Ontario markets — North Bay, Belleville and Greater Sudbury — held the top three spots, reflecting a shift away from major urban centres to more affordable outlying areas. Quebec City (fourth) and Kelowna-West Kelowna (sixth) were the top growth cities in Quebec and British Columbia.

Kingston claimed seventh place, while Red Deer-Lacombe, Owen Sound-Port Elgin and North Vancouver rounded out the top 10. Medicine Hat-Redcliff (15) and Airdrie (19) were the only other Alberta markets to rank in the top 25.

The migration data coincides with a record-setting year for Calgary home sales. According to the Calgary Real Estate Board (CREB), transactions through its Multiple Listing Service totalled 27,585 in 2021, an increase of 71.5 per cent from the previous year.

Besting the previous record (27,193) set in 2006, annual sales exceeded 20,000 for the first time since 2014. The numbers also represent a significant increase from pre-pandemic activity levels. Calgary posted a total of 16,344 transactions during 2019.

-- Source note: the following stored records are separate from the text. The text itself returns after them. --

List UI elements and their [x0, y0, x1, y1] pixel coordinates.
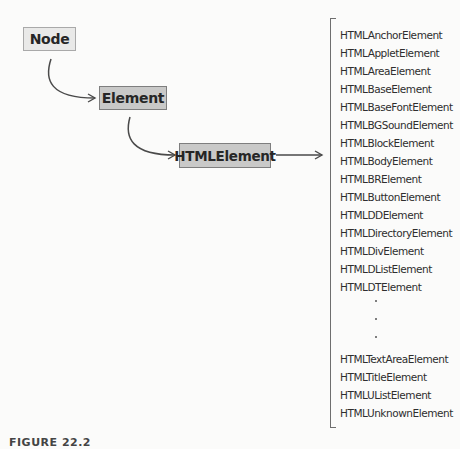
list-item: HTMLBodyElement [340, 152, 453, 170]
list-item: HTMLUListElement [340, 386, 453, 404]
list-item: HTMLButtonElement [340, 188, 453, 206]
list-item: HTMLBlockElement [340, 134, 453, 152]
list-item: HTMLTitleElement [340, 368, 453, 386]
ellipsis-dot [340, 296, 453, 314]
ellipsis-dot [340, 332, 453, 350]
list-item: HTMLDirectoryElement [340, 224, 453, 242]
subclass-list: HTMLAnchorElement HTMLAppletElement HTML… [340, 26, 453, 422]
list-item: HTMLTextAreaElement [340, 350, 453, 368]
list-item: HTMLDivElement [340, 242, 453, 260]
list-item: HTMLAppletElement [340, 44, 453, 62]
htmlelement-box: HTMLElement [179, 143, 271, 168]
list-item: HTMLDListElement [340, 260, 453, 278]
list-item: HTMLAreaElement [340, 62, 453, 80]
list-item: HTMLUnknownElement [340, 404, 453, 422]
list-item: HTMLBaseElement [340, 80, 453, 98]
list-item: HTMLDTElement [340, 278, 453, 296]
arrow-node-to-element [49, 59, 95, 98]
arrow-element-to-htmlelement [128, 117, 175, 155]
figure-caption: FIGURE 22.2 [9, 436, 91, 449]
list-item: HTMLBRElement [340, 170, 453, 188]
node-label: Node [30, 31, 70, 47]
htmlelement-label: HTMLElement [174, 148, 276, 164]
subclass-bracket [330, 18, 336, 428]
list-item: HTMLDDElement [340, 206, 453, 224]
element-label: Element [102, 90, 165, 106]
ellipsis-dot [340, 314, 453, 332]
element-box: Element [99, 86, 167, 110]
list-item: HTMLAnchorElement [340, 26, 453, 44]
node-box: Node [23, 27, 76, 51]
list-item: HTMLBGSoundElement [340, 116, 453, 134]
list-item: HTMLBaseFontElement [340, 98, 453, 116]
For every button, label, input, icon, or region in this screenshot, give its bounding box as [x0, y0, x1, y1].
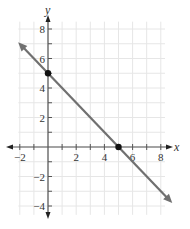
chart: −224688642−2−4 x y	[0, 0, 190, 229]
x-axis-label: x	[173, 140, 180, 154]
x-tick-label: 4	[102, 151, 108, 163]
x-tick-label: 8	[158, 151, 164, 163]
data-point	[45, 70, 51, 76]
y-tick-label: −2	[33, 171, 45, 183]
y-axis-label: y	[44, 3, 51, 17]
x-tick-label: −2	[14, 151, 26, 163]
y-axis-down-arrow-icon	[46, 212, 51, 219]
y-tick-label: 6	[40, 53, 46, 65]
x-tick-label: 2	[73, 151, 79, 163]
y-tick-label: 8	[40, 23, 46, 35]
data-point	[115, 144, 121, 150]
x-axis-right-arrow-icon	[166, 145, 173, 150]
y-tick-label: −4	[33, 200, 45, 212]
x-axis-left-arrow-icon	[6, 145, 13, 150]
y-tick-label: 2	[40, 112, 46, 124]
y-tick-label: 4	[40, 82, 46, 94]
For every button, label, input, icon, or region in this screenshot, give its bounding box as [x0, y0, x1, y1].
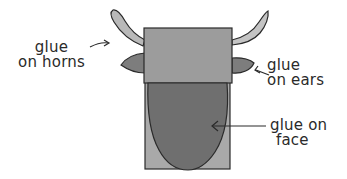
label-glue-on-face: glue on face	[270, 118, 327, 148]
label-glue-on-horns: glue on horns	[18, 40, 85, 70]
cow-mask-diagram: glue on horns glue on ears glue on face	[0, 0, 347, 179]
label-ears-line2: on ears	[267, 73, 324, 88]
right-horn-icon	[232, 11, 268, 45]
label-horns-line2: on horns	[18, 55, 85, 70]
arrow-to-ears-head	[255, 66, 260, 73]
top-block	[144, 28, 232, 83]
label-glue-on-ears: glue on ears	[267, 58, 324, 88]
label-face-line2: face	[270, 133, 327, 148]
right-ear-icon	[232, 58, 254, 73]
left-ear-icon	[121, 53, 145, 73]
cow-mask-illustration	[0, 0, 347, 179]
left-horn-icon	[111, 10, 145, 46]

Housing affordability could be one reason for the influx of new residents. The CREB reports Calgary’s benchmark price was $451,467 by the end of 2021.

In its Canadian Housing Market Outlook for 2022, RE/MAX Canada noted that Calgary shifted from balanced conditions to a seller’s market in 2021, and expects the city’s MLS sales to increase four per cent year-over-year, with prices rising 2.5 per cent.

“This is attributed to heightened demand prompted by the inter-provincial migration trend that took place throughout 2021, which saw many homebuyers from Ontario and British Columbia driving demand high, while supply remained low,” the report said.